The module catches all kinds of occurring exceptions and errors, and instead returns an error message as JSON with correct status code header. Its not limited to the module's code, in your endpoint functions you can throw whatever you want as well!

throw new \Exception('Internal Server Error.', 500);

If you throw this standard PHP-exception, you will get the following output with a 500 Internal Server Error HTTP status header.

{
  "error": "Internal Server Error.",
  "devmessage": {
    "class": "Exception",
    "code": 500,
    "message": "Internal Server Error.",
    "location": "/Users/sebi/Developer/Test/my-website.local/site/modules/AppApi/classes/Router.php",
    "line": 130
  }
}

The part "devmessage" is only visible for superusers. And you can see it in every request if you have wire('config')->debug;enabled.

And I have one last special thing for you that makes the error handling much more flexible.
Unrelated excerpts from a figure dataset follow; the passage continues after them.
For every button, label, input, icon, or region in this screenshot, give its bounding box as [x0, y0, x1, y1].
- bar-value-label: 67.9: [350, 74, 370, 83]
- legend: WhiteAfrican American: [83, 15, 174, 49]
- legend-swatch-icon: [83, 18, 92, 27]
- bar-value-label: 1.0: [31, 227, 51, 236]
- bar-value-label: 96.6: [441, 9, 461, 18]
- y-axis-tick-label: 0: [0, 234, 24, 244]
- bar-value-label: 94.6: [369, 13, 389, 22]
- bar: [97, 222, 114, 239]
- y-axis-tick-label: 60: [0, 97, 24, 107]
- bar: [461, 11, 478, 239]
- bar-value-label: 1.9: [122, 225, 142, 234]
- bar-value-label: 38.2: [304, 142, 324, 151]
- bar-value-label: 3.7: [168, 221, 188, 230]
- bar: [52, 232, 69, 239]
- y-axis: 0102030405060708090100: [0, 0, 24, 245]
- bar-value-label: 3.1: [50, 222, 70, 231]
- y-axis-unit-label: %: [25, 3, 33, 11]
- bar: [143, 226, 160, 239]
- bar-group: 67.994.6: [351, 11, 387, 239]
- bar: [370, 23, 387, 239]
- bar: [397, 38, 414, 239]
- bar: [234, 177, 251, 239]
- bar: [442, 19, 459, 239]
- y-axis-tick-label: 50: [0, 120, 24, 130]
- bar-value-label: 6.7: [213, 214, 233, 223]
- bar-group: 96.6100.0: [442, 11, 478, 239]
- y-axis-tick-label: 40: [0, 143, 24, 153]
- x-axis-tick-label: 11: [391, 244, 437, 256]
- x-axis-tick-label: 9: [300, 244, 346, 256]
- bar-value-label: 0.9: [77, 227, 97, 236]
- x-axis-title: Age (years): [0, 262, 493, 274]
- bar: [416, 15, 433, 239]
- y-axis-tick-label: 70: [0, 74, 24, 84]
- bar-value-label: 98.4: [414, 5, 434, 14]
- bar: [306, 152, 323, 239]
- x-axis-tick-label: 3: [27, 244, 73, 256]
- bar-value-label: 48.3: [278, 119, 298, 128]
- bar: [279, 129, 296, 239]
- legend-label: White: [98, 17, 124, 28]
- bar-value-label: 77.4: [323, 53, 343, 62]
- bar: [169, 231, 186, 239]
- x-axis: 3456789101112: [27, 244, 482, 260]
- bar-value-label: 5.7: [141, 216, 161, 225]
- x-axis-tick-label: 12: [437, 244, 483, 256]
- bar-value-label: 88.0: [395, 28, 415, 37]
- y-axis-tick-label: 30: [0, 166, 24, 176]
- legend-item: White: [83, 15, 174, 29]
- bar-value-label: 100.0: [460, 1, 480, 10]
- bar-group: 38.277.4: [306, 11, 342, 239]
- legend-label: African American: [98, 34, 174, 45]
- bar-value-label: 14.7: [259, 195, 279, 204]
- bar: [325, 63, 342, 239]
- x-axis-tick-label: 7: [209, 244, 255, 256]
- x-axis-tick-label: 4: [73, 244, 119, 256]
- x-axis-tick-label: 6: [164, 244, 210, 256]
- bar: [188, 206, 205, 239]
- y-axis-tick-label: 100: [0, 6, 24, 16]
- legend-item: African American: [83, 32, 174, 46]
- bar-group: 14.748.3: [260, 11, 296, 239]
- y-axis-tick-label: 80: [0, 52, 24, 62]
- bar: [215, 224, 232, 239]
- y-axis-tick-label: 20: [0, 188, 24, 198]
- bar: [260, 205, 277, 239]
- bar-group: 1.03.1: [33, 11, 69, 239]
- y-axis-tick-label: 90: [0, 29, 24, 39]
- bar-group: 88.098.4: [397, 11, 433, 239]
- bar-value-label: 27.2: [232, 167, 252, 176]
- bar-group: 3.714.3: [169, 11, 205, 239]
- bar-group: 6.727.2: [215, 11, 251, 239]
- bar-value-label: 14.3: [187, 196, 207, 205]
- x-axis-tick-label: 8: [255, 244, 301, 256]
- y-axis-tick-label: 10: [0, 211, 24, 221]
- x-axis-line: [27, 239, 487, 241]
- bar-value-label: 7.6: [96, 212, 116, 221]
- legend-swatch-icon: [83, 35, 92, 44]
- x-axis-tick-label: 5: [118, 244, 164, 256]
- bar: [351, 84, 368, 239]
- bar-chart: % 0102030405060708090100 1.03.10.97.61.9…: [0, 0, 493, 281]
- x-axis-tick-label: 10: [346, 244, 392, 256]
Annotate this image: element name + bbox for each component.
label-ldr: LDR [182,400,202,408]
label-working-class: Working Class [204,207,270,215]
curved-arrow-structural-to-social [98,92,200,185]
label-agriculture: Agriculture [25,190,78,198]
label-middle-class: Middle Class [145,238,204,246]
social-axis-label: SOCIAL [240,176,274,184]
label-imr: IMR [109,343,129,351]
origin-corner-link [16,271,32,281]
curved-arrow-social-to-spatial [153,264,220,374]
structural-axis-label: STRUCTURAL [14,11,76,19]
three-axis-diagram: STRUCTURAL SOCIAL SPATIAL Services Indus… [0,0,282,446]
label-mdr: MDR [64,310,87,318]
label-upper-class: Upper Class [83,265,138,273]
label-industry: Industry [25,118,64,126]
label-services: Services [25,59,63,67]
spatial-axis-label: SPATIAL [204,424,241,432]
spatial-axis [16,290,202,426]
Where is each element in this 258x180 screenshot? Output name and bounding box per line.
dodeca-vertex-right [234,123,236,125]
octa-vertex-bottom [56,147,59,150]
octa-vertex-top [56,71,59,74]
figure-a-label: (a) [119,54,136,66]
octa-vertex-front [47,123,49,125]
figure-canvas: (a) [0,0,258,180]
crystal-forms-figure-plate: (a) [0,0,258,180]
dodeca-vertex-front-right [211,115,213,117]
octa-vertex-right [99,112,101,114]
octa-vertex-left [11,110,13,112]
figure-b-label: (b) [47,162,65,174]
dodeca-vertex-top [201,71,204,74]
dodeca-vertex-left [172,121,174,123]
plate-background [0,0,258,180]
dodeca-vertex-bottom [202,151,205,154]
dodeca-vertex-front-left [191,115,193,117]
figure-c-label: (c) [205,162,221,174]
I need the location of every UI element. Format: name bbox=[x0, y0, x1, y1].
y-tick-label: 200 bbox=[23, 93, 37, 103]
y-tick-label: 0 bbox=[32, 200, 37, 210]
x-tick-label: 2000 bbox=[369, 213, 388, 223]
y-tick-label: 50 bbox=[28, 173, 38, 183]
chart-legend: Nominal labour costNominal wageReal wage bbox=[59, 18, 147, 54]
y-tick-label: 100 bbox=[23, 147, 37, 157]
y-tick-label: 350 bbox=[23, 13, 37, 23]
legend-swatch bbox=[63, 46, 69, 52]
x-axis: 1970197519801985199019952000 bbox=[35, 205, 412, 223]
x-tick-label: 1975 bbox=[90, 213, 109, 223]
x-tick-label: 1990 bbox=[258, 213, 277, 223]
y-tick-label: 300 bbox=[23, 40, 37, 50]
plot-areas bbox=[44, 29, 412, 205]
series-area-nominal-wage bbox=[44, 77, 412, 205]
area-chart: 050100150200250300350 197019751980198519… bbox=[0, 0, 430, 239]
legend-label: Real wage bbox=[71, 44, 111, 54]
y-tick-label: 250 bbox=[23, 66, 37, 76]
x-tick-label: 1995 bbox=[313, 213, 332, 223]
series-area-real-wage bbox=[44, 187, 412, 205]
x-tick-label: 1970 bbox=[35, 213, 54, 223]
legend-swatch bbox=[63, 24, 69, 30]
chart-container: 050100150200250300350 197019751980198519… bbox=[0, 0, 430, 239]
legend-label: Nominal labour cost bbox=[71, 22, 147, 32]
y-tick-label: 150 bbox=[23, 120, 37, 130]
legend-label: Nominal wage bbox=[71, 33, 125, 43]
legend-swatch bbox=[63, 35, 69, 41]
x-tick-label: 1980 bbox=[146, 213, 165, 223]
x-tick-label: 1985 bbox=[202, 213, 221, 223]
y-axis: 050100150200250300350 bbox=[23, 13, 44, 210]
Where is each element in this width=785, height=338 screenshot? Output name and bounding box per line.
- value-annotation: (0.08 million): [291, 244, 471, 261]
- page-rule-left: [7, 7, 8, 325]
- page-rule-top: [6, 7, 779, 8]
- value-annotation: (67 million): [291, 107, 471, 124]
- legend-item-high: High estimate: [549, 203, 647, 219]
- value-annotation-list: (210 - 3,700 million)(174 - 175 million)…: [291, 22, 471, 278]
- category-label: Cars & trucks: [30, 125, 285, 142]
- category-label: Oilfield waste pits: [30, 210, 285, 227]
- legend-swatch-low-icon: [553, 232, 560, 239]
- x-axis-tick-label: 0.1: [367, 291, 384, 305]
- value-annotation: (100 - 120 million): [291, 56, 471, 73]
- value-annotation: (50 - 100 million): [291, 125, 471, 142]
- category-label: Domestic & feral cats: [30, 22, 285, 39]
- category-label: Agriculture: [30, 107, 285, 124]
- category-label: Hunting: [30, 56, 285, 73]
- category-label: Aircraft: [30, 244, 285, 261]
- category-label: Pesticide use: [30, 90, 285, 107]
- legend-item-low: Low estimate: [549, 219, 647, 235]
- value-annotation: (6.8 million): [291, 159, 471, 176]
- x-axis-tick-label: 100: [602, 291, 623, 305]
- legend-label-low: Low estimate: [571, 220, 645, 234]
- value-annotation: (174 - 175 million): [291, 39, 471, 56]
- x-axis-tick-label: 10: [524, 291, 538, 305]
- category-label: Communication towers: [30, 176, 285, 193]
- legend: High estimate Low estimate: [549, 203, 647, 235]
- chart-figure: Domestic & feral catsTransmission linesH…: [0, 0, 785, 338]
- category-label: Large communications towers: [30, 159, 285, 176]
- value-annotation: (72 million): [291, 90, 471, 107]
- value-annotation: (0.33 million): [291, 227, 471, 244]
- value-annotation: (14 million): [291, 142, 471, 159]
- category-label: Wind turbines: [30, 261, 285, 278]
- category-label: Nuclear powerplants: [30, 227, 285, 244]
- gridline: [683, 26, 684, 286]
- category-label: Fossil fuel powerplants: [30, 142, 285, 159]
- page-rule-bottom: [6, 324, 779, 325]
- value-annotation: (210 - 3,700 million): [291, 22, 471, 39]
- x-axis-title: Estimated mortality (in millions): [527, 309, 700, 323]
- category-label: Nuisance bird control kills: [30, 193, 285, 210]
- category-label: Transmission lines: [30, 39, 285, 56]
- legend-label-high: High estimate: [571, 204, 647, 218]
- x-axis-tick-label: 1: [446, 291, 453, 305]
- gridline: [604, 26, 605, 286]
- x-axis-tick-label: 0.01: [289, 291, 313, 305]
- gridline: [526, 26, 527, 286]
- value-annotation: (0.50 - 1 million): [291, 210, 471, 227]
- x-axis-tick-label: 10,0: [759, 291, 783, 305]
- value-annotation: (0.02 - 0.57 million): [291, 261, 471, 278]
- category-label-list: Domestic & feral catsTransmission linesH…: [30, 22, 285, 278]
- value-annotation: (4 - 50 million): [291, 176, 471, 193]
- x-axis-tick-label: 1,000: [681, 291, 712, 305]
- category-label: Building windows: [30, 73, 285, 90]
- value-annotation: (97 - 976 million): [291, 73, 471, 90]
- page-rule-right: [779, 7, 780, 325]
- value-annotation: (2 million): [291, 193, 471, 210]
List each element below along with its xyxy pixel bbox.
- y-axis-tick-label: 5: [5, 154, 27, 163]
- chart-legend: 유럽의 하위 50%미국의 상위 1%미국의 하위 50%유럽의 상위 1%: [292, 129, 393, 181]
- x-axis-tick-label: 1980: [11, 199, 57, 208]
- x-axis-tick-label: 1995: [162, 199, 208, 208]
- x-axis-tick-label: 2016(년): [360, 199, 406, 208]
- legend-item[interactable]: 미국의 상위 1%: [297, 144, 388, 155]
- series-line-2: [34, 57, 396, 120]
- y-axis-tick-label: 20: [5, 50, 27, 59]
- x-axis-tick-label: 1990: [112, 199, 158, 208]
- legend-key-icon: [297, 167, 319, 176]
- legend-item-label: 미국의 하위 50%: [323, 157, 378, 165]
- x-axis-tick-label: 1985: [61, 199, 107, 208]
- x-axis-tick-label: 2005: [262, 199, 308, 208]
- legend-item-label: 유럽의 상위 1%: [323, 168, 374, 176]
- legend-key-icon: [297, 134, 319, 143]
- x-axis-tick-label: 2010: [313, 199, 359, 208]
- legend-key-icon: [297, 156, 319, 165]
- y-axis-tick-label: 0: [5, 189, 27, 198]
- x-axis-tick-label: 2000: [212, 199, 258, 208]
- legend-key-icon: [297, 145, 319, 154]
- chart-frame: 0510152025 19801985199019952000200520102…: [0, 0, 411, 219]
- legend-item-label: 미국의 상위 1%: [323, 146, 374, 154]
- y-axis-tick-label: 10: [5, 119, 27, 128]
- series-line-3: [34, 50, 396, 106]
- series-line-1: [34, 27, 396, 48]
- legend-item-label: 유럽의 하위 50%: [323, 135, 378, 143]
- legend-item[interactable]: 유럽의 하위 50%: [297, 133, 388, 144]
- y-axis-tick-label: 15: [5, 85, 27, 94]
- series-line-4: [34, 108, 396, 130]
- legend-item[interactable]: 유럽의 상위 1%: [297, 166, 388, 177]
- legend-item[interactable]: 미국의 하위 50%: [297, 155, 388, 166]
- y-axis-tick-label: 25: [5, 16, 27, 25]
All the internal exceptions extend the following AppApiException class (which you of course can extend for your own exceptions as well).

class AppApiException extends WireException {
  private $additionals = array();

  public function __construct(string $message, int $code = 500, array $additionals = array(), \Exception $previous = null) {
    $this->additionals = array_merge($this->additionals, $additionals);
    parent::__construct($message, $code, $previous);
  }

  public function __toString() {
    return "{$this->message}";
  }

  public function getAdditionals() {
    return $this->additionals;
  }
}

Whats important here is the additionals array, which can hold additional parameters that will appear in the JSON-output as well.

throw new AppApiException('Internal Server Error.', 418, [
  'my_favorite_number' => 42,
  'test' => 'it works!'
]);

Throwing this AppApiException will result in a response like this:

{
  "error": "Internal Server Error.",
  "my_favorite_number": 42,
  "test": "it works!",
  "devmessage": {
    "class": "Exception",
    "code": 418,
    "message": "I'm a teapot",
    "location": "/Users/sebi/Developer/Test/my-website.local/site/modules/AppApi/classes/Router.php",
    "line": 130
  }
}

So use these powers wisely and write clean code!

Error-Hook

It turns out that there are cases where you don't want to blanket "block" all PHP exceptions and warnings and then output them as JSON via the API. Especially with warnings, there may be use-cases where you need to handle them yourself. Therefore, as of v1.1.6, it is possible to override the Router->registerErrorHandlers() function with your own hook.

You have to be careful that no PHP echoes get through to the end! For example, if a PHP warning is printed before the actual JSON output, this will result in non-valid output!